October 05, 2018

A Simple Favor


Anna Kendrick and Blake Lively make for an unlikely pair in director Paul Feig’s schizophrenic comic-thriller A Simple Favor. (It’s a bad title, one that is infinitely confusable with A Simple Plan and A Simple Wish. Apologies in advance if I accidentally refer to one of those in this review.) The movie is based on a novel by Darcy Bell, and was adapted by Jessica Sharzer (who’s perhaps best known for writing several episodes of American Horror Story). At its best, A Simple Favor enters a kind of Kathleen Turner-in-Serial Mom territory (although Feig doesn’t always have the nerve of a John Waters): one in which the world of “normal” suburban people is infinitely more disturbing than it appears to be.  

Kendrick plays Stephanie Smothers, an aggressively cheerful housewife without a husband: if she were a Stepford wife, the men’s association would deprogram her. Stephanie’s primary outlet (aside from over-volunteering at her kid’s school) is a domestic-themed vlog, and the movie opens with an entry from that vlog, in which Stephanie updates her viewers on her new best friend Emily (Lively), who’s mysteriously vanished. Then the movie takes us back a few weeks, to when Stephanie and Emily first meet. (Their sons are in the same kindergarten class.) What unfolds is a kind of comic reworking of Gone Girl, seen through the eyes of a bewildered best friend. 

Anna Kendrick is nothing if not game. And there isn’t another actress who could play this character better. Kendrick first registered as the mousy, most-likely-to-sit-at-the- front-of-the-classroom type in Up in the Air (the 2009 George Clooney vehicle). In A Simple Favor, it’s as though Kendrick is making fun of that initial image of the perky, hyper, straight-A-student. But comedies like Pitch Perfect have allowed Kendrick to loosen up, and shown us that she possesses many layers as an actress.

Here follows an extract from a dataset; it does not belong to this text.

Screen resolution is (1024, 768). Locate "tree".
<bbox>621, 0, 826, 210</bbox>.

She’s a remarkably hard working actress, and you can feel that in A Simple Favor. 

But the reason Kendrick’s performance works is because of Blake Lively. They complement each other perfectly. Blake Lively is a tall, roving Venus flytrap of a woman, and as Emily, she rocks a men’s pinstriped suit like Diane Keaton at the Oscars. Emily works in New York, in the fashion industry, but because of her writer-husband’s academic career, has been exiled to the suburbs of Connecticut. She derives much pleasure from the fact that Sean, her husband (the dashing Henry Golding, of Crazy Rich Asians), is a fledgling author who, after one successful novel a decade ago, hasn’t written a thing. Emily teaches Stephanie how to stop apologizing all the time, how to push back against pushy men, and how to make the perfect martini (the key is in the frozen gin). 

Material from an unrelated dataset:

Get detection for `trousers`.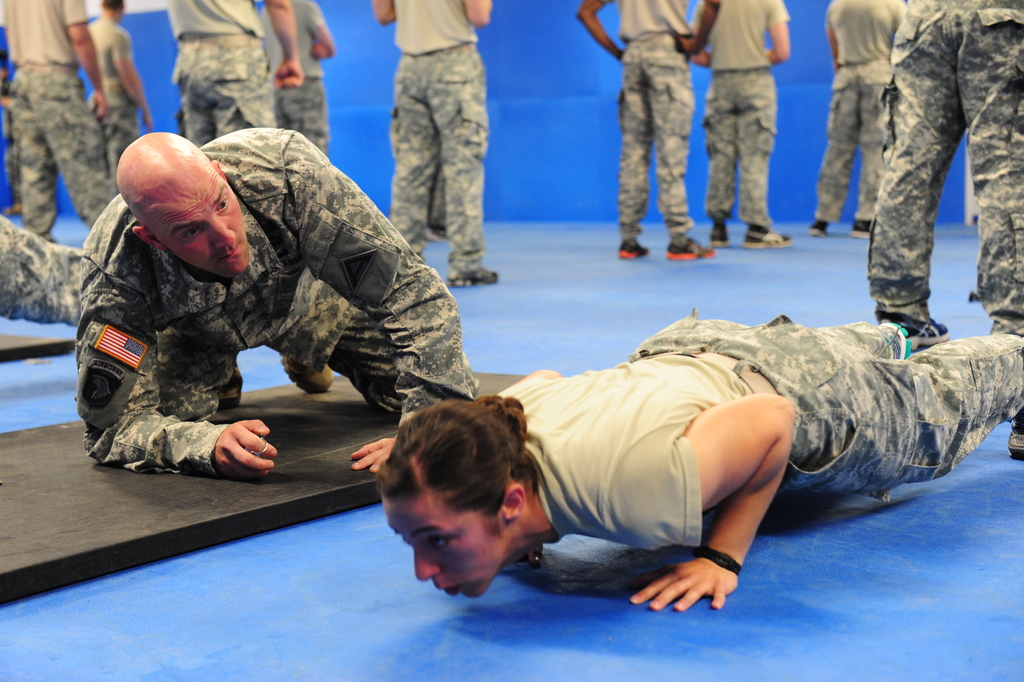
Detection: bbox(269, 76, 323, 152).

The movie falters when Emily disappears, leaving us with the task of plodding through its Gone Girl/Girl on a Train-esque plot. Stephanie takes on the boring role of amateur detective, the kind of character in a Victorian sensation novel who exists merely to sort out plot exposition. She discovers a whole bunch of disturbing information about the Emily no one knew (there’s a memorable seen in which she meets Emily’s drunk mom, played by the delightful Jean Smart), and accidentally falls in love with Henry. (Who could blame her there?) 

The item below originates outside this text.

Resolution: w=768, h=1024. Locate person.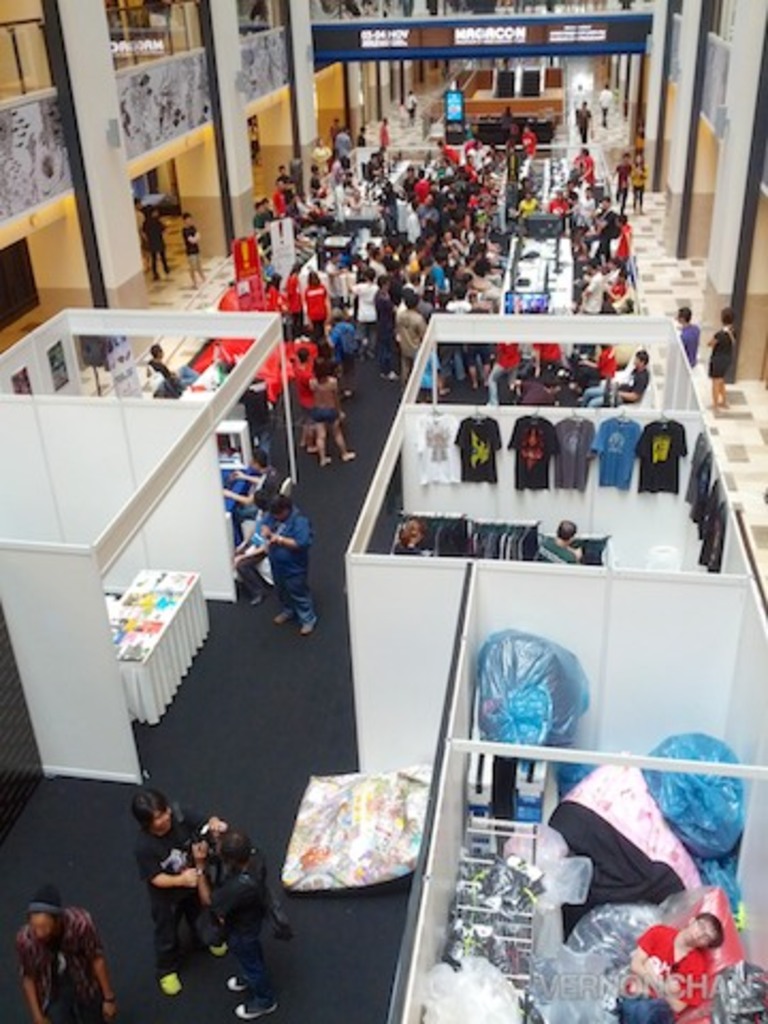
{"x1": 629, "y1": 160, "x2": 649, "y2": 213}.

Stephanie, at this point, is no longer that awkward, naïve woman divulging guilty secrets to her edgy new friend. She’s something else entirely, a pawn servicing the convoluted plot. And when Emily does return, the movie is already too far off the rails to be saved. The final third is mostly characters explaining the mystery to us. (Note: the worst part of Psycho is the ending, when Norman Bates’s psychology is detailed to us as though we’re at a court hearing.) 

But despite its problems, A Simple Favor shows us a good time, because it’s just so weird. Clearly, Emily is insane: she breaks far too many gender rules not to be. This is the most interesting part of the film: the idea that women who don’t fit certain molds must be crazy. But the movie loses sight of this idea in the end. As a director, Paul Feig often gets trapped into the conventions of genre. Bridesmaids (a movie I really enjoy) goes on far too long because it’s trying to hit certain beats of the romantic comedy. Ghostbusters forgets it’s a comedy, and turns into a Marvel movie, replete with overlong fight scenes full of explosions and inane dialogue. But because of Anna Kendrick and Blake Lively, A Simple Favor redeems itself somewhat. The conversations between these two women feel urgent and dangerous (in a good way). The film itself resembles Stephanie: it’s both troubled and turned on by its darker urges, which may be the reason Emily is finally suppressed. She’s the kind of Id-centric character that makes dark comedies so fascinating. Don’t lock her up: let her out.